Failing coalition talks are worrying many around German Chancellor Angela Merkel, including a senior figure in Merkel’s Christian Democratic Union (CDU) party who warned that a snap election could be a “disaster” for the establishment.
Senior CDU politician and current Schleswig-Holstein Minister President Daniel Günther is sounding the alarm to other members of his party saying that a coalition deal between the CDU/CSU, the libertarian Free Democrats, and the Green Party must be agreed on soon.
Günther said that the CDU needed to concede more to the demands of the left-wing Greens on asylum seeker issues or they may trigger a snap election which he said would be a disaster for Merkel’s party and would fuel the continued rise of “extremism”, Der Spiegel reports.
A new election, “would be a signal of the incapacity of democratically elected parties and be a breeding ground for extremists”, Günther said, likely a nod to the massive gains of the anti-mass migration Alternative for Germany (AfD) in September’s election where they became the third largest party in the Bundestag.
Much of the current dispute between the three parties of the so-called “Jamaica Coalition” (named after the official colours of the parties involved) stems around asylum seekers.
The Greens have insisted that failed asylum seekers from Afghanistan should not be deported because the country is too dangerous, while Merkel promised last year that she would seek to increase deportations of failed asylum seekers.
Despite the promise, very few asylum seekers have been deported and Horst Seehofer, head of the CDU’s sister party the Bavarian Christian Social Union (CSU), said that large-scale deportations were “almost impossible“.
Migrant family unification has also been a subject of disagreement, with the CDU wanting to limit the number of reunifications and the Greens arguing that no limit should exist.
Late last month, CSU negotiator Alexander Dobrindt accused the Greens of deliberately attempting to make the talks a failure.
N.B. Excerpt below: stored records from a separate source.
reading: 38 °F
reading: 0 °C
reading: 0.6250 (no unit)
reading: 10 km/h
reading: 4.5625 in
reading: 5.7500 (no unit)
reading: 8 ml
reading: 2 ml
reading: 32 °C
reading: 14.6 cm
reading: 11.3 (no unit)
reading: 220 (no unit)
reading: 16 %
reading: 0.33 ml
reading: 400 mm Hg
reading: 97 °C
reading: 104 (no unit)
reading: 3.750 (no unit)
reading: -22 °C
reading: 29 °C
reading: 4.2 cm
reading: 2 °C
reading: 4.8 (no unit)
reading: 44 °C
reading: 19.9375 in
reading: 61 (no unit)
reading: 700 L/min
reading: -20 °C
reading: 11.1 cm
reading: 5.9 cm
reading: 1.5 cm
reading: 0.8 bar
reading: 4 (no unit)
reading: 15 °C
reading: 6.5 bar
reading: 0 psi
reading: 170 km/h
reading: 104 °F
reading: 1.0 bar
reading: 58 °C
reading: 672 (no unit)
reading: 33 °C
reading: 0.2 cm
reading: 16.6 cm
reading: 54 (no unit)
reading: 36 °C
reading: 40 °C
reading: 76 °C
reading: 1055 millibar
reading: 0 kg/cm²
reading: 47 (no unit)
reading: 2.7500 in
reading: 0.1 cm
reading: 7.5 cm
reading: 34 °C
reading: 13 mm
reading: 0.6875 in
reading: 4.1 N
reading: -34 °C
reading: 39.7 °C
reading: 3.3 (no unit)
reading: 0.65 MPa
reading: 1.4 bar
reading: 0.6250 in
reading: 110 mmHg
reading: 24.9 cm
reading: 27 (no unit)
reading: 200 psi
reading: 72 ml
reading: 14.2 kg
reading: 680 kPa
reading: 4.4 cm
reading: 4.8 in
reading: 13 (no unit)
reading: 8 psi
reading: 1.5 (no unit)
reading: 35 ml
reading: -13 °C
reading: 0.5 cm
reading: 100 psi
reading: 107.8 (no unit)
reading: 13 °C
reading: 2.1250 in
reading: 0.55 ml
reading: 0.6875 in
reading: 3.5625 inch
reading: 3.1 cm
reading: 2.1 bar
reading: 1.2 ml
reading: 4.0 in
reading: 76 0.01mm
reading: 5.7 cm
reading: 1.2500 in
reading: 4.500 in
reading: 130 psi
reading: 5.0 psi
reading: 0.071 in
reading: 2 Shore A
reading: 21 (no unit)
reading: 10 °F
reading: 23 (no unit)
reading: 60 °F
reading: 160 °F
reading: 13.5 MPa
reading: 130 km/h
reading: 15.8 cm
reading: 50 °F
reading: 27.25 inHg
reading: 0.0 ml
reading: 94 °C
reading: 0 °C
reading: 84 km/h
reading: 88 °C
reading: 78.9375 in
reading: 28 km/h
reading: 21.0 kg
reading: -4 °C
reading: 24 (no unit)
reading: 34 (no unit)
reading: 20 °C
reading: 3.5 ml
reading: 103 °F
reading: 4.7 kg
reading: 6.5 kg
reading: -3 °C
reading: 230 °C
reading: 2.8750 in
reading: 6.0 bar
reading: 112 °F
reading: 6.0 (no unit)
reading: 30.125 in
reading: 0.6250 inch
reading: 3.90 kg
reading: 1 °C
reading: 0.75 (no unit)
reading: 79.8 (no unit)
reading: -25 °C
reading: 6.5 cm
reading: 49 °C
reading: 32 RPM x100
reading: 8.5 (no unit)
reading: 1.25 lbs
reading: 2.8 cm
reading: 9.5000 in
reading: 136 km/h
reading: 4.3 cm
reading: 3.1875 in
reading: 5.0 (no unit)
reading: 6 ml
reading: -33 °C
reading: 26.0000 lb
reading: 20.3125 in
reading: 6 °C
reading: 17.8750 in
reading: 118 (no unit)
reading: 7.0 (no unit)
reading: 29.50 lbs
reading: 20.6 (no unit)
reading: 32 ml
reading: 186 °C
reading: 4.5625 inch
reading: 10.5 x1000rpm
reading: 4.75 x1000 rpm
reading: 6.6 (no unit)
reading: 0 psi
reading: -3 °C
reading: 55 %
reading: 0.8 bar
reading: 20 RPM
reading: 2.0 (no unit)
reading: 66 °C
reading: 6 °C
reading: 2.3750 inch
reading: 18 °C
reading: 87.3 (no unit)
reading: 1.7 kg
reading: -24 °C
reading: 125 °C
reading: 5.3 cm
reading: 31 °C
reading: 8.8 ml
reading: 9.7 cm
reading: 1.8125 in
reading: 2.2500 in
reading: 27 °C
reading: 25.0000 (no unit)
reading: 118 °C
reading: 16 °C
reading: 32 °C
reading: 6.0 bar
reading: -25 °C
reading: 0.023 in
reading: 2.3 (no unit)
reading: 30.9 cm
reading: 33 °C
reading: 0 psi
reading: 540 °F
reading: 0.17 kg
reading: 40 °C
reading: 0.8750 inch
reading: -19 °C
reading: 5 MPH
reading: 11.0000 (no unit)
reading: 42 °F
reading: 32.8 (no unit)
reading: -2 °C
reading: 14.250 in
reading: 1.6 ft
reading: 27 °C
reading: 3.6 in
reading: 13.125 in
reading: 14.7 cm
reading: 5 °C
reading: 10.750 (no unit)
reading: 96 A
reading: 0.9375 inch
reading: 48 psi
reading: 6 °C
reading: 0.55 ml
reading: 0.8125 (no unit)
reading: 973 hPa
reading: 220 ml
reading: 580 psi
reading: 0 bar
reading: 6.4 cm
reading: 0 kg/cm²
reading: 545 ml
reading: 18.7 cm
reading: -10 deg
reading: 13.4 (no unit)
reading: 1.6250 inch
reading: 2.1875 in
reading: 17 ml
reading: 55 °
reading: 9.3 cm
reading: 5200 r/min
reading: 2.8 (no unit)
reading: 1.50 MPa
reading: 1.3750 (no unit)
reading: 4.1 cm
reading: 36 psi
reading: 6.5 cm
“The Greens provoke the failure of Jamaica. Anyone who presents their arguments completely unreflected by the refugee crisis, the polarisation in our country, the resulting electoral successes of the AfD, and the tensions in Europe, seems to have no serious interest in forming a government,” he said.
The latest polling shows the CDU still in a comfortable first and the AfD in third, but a collapse of the coalition talks could shake up the political landscape and some say it would be unlikely that Angela Merkel would lead the party if a snap election were called.